Ever had someone tell you to just cheer up? Did it drive you crazy? Well, turns out that someone telling you to “be happy” isn’t just annoying – it’s also wildly unhelpful.
If you think about it, ‘Happy’ is a pretty useless word – if you tell someone to be happy, it doesn’t actually tell them what to do.
In fact being happy is a little bit like falling asleep: it’s not something you can actively do – in the way you can get stronger by lifting more weights. It just kind of has to happen.
Well-being can be broken into five elements: positive emotion, engagement, relationships, meaning, and accomplishment (PERMA). Improve those and you might find yourself closer to that vague idea of “happiness”.
Why does it seem like we are wired for pessimism?
The species that was going through the Ice Ages had been bred, and selected, through pessimism. The mentality that said, “It’s a beautiful day today, I bet it’ll be beautiful tomorrow” got crushed by the ice. What got selected for in the Ice Ages, was bad weather animals, who were always thinking about the bad stuff that could occur. So what comes naturally to people is pessimism.
The problem about pessimism is that, to the extent that it’s gonna be a nice day tomorrow, and you’re thinking all the time, “What a disaster it’s gonna be,” you can’t enjoy it. What needs teaching, because it doesn’t come naturally, is optimism.
When you look at pessimistic people, probably their single most telling hallmark is they think that bad events are permanent and that they’re unchangeable. So what learned optimism is all about is recognising that you’re saying that to yourself, and then realistically arguing against it.
It seems like people today are really struggling with optimism.
It’s very easy to get mired down in the world’s more mundane, bad events. Someone being President who you don’t like, and so on. But things are actually getting better, and there’s a long-term cause for hope. We need to realise that human progress is what we’re riding on, and it projects into a good future.
There’s a big optimism gap between how people feel about their own lives – which is about 6.5 out of 10, on average – and how they feel about the world, which is much more like 4 out of 10. The antidote is to realise that 100 to 150 years ago, the average lifespan was in the 40’s; now it’s in the low 80’s. Malnourishment, access to clean water, real income, literacy – that’s the stuff that really tells you about human progress…
So cheer up and put a smile on that face – it’s actually going to be a good day!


◆ **EXERCISE DESCRIPTION**: Using the listing that follows, return every line with the word "format".

◆ **DATA RECORDS**:
▼
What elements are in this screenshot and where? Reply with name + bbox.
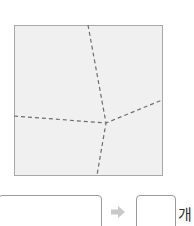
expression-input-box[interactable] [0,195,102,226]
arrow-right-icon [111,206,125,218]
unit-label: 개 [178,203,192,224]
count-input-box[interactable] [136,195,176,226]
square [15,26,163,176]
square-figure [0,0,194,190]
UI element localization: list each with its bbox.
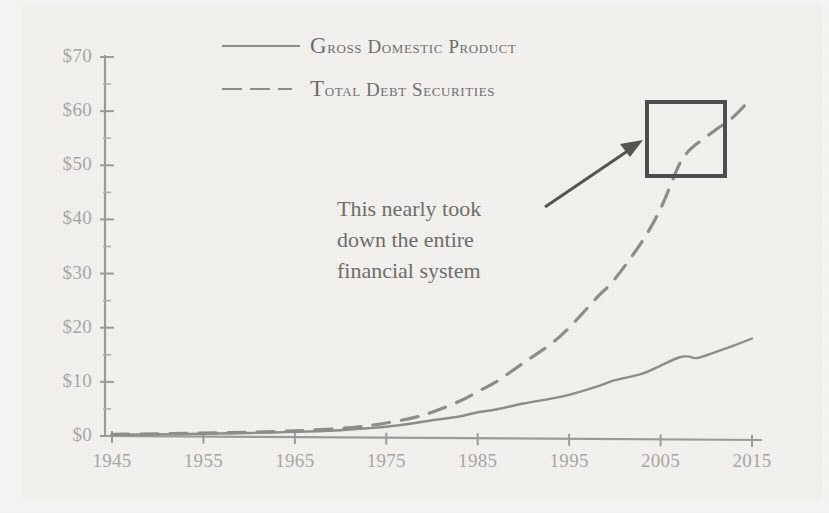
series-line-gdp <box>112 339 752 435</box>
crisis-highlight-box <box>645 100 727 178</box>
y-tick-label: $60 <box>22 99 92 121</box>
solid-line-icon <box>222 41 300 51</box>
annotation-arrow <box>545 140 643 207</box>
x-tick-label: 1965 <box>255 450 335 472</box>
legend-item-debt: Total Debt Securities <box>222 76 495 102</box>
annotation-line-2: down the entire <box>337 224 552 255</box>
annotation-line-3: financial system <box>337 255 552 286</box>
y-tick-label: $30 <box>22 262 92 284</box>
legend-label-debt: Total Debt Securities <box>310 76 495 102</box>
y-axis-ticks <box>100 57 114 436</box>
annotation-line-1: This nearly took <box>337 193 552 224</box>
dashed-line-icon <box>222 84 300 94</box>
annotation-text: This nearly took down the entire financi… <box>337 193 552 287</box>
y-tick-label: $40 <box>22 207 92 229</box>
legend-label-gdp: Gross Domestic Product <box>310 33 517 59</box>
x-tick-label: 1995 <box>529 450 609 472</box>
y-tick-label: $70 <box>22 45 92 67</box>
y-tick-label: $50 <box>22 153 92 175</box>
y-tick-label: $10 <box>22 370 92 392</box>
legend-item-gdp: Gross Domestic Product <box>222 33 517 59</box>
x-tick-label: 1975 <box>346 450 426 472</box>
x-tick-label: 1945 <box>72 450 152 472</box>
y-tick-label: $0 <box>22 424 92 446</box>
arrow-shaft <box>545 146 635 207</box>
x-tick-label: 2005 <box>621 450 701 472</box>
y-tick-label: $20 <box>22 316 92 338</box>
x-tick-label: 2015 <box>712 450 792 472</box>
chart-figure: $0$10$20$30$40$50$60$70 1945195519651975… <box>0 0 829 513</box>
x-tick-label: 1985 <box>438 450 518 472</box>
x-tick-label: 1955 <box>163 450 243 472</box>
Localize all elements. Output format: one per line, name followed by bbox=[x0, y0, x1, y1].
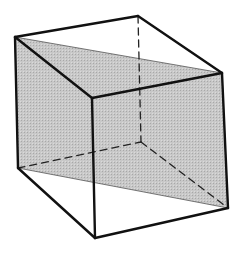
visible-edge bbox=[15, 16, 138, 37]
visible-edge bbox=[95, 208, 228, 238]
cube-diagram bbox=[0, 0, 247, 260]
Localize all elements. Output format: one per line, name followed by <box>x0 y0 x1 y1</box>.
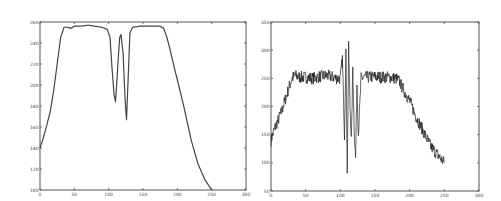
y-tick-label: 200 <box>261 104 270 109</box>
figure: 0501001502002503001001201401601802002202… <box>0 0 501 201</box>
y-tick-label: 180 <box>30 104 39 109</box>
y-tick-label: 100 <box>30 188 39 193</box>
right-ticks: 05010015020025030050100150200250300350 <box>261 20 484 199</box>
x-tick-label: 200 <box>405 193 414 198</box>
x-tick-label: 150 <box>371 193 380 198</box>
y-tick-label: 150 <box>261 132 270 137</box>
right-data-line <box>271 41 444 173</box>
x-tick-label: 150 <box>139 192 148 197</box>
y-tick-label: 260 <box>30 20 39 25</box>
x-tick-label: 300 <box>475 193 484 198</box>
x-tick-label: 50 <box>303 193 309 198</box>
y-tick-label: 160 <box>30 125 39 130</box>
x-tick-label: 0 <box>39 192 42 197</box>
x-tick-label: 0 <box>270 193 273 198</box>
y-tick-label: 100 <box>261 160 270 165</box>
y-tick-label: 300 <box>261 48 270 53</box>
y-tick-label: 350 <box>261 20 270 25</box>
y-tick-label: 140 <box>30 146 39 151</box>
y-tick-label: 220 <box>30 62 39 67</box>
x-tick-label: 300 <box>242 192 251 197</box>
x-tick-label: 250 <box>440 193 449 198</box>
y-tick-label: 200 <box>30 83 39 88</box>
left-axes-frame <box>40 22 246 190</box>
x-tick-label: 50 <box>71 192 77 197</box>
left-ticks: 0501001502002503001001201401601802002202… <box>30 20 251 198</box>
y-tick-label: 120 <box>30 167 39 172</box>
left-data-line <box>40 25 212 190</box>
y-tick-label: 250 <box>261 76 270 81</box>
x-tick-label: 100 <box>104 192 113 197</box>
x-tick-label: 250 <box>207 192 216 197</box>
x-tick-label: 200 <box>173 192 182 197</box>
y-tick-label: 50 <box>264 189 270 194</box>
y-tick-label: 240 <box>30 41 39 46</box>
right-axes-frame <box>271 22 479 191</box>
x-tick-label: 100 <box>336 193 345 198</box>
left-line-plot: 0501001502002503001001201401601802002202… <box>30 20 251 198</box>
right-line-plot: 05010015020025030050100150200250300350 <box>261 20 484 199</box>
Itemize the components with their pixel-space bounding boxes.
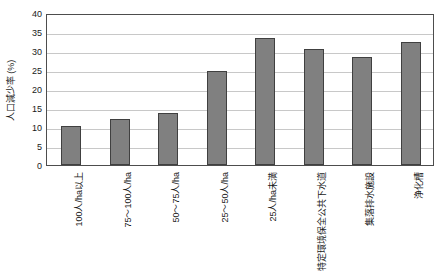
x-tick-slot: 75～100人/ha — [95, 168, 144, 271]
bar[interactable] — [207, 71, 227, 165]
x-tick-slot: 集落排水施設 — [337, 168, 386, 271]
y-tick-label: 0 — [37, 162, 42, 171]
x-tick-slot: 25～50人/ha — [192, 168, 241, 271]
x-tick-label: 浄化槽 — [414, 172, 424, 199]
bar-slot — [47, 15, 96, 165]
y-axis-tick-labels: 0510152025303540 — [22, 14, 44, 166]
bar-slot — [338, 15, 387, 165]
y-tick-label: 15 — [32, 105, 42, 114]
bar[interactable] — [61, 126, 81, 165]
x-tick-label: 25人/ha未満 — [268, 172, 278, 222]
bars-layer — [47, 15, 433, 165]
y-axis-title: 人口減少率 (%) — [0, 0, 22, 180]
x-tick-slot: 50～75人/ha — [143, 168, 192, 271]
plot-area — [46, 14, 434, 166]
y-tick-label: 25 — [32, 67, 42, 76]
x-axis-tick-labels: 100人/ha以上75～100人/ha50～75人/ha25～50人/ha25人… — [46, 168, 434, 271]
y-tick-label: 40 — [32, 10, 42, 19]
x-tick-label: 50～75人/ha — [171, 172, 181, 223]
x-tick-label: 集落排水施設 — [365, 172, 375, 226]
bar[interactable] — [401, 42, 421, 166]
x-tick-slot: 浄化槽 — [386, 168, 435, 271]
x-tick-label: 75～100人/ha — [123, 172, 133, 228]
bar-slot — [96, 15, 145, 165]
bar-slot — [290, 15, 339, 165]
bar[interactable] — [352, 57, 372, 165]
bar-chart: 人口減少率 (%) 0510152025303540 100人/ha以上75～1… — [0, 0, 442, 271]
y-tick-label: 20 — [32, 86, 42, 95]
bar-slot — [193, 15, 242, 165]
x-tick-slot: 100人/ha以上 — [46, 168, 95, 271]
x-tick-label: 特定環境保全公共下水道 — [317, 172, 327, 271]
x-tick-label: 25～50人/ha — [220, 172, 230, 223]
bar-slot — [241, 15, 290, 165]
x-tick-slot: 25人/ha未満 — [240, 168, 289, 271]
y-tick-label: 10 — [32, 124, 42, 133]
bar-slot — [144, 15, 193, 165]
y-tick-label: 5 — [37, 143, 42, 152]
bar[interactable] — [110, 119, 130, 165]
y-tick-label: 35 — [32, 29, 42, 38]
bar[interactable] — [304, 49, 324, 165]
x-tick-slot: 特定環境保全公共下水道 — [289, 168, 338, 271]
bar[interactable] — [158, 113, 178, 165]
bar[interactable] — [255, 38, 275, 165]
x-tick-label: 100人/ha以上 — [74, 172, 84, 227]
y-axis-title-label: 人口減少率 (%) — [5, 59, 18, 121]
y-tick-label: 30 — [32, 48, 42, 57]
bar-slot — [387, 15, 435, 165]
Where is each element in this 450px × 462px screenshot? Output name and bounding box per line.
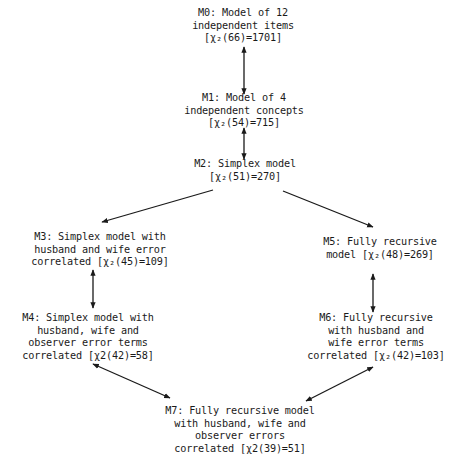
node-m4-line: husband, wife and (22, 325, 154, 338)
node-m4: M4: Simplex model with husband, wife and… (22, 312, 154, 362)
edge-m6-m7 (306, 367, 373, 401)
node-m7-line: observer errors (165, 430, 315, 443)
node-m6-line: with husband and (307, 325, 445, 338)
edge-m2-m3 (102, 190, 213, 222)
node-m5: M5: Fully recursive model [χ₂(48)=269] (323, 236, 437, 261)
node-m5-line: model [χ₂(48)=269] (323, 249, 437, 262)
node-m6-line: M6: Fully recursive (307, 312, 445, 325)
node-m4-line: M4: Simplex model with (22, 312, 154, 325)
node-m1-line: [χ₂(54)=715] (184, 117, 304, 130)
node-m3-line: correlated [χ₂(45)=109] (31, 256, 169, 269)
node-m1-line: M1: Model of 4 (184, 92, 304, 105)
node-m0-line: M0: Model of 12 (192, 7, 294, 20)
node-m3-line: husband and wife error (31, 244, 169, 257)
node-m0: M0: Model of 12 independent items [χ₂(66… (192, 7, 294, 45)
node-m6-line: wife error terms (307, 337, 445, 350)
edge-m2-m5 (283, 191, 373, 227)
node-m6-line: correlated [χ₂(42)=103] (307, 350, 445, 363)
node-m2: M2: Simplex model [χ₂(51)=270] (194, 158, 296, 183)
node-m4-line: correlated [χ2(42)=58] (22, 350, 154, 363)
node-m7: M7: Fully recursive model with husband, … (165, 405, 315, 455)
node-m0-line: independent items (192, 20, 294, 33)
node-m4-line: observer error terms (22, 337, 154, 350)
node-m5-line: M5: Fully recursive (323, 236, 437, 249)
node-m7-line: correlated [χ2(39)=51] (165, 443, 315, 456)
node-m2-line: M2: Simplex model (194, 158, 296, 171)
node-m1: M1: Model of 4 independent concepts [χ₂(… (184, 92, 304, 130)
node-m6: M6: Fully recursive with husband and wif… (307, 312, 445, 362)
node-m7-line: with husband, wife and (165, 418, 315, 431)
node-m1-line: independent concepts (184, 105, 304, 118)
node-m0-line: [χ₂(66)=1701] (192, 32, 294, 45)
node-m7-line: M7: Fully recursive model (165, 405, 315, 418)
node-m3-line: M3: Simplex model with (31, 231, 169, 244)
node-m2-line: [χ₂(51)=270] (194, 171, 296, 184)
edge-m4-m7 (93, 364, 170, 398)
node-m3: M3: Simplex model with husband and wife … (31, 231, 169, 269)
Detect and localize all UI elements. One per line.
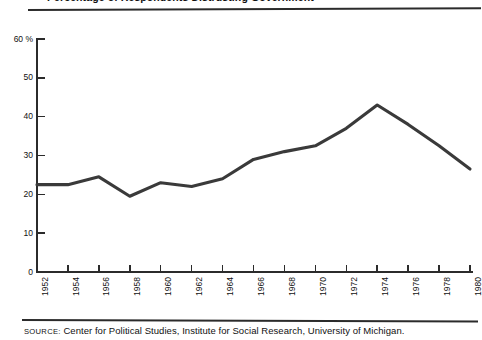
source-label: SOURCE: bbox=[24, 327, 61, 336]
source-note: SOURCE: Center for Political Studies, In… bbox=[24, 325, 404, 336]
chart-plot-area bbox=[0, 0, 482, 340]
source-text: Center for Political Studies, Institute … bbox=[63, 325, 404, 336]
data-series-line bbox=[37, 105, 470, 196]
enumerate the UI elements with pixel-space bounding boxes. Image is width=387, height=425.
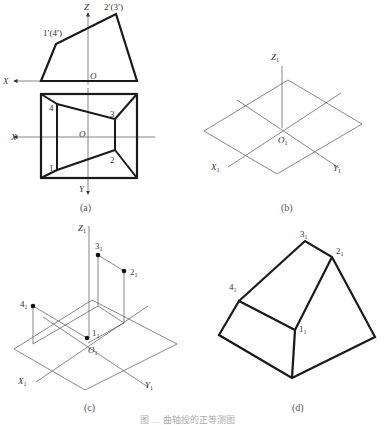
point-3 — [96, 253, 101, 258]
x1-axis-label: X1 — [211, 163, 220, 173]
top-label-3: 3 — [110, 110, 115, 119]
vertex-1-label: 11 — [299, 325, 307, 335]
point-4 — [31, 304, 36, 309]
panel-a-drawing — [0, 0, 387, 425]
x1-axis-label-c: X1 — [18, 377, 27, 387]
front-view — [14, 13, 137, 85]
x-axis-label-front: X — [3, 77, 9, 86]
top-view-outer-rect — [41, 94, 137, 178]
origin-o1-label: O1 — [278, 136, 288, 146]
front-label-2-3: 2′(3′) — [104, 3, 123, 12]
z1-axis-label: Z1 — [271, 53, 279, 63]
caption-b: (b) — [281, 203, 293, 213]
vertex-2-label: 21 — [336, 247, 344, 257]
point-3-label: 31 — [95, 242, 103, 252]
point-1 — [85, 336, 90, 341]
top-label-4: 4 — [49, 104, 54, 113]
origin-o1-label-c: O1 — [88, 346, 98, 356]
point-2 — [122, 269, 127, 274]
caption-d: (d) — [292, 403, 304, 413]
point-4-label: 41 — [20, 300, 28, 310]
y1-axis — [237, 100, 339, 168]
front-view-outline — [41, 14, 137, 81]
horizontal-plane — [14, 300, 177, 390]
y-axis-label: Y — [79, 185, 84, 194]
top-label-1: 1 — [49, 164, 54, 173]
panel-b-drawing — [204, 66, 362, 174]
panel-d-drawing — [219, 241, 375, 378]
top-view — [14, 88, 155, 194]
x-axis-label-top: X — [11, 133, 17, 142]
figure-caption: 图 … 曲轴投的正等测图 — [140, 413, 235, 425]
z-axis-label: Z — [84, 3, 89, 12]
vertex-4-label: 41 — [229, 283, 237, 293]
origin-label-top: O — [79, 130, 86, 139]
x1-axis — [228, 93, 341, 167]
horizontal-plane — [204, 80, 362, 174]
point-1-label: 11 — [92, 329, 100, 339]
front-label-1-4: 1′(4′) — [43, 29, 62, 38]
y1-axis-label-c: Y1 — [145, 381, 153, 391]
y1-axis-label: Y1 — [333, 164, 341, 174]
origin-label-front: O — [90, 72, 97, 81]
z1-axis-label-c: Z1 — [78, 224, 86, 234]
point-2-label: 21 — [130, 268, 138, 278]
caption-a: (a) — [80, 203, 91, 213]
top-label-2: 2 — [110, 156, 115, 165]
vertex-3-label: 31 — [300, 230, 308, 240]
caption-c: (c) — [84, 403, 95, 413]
▲
◆ **ANSWER SPACE**:
Localize all elements. Output format: one per line, name followed by bbox=[x0, y0, x1, y1].
Localize all elements. Output format: one per line, name followed by <box>x0 y0 x1 y1</box>.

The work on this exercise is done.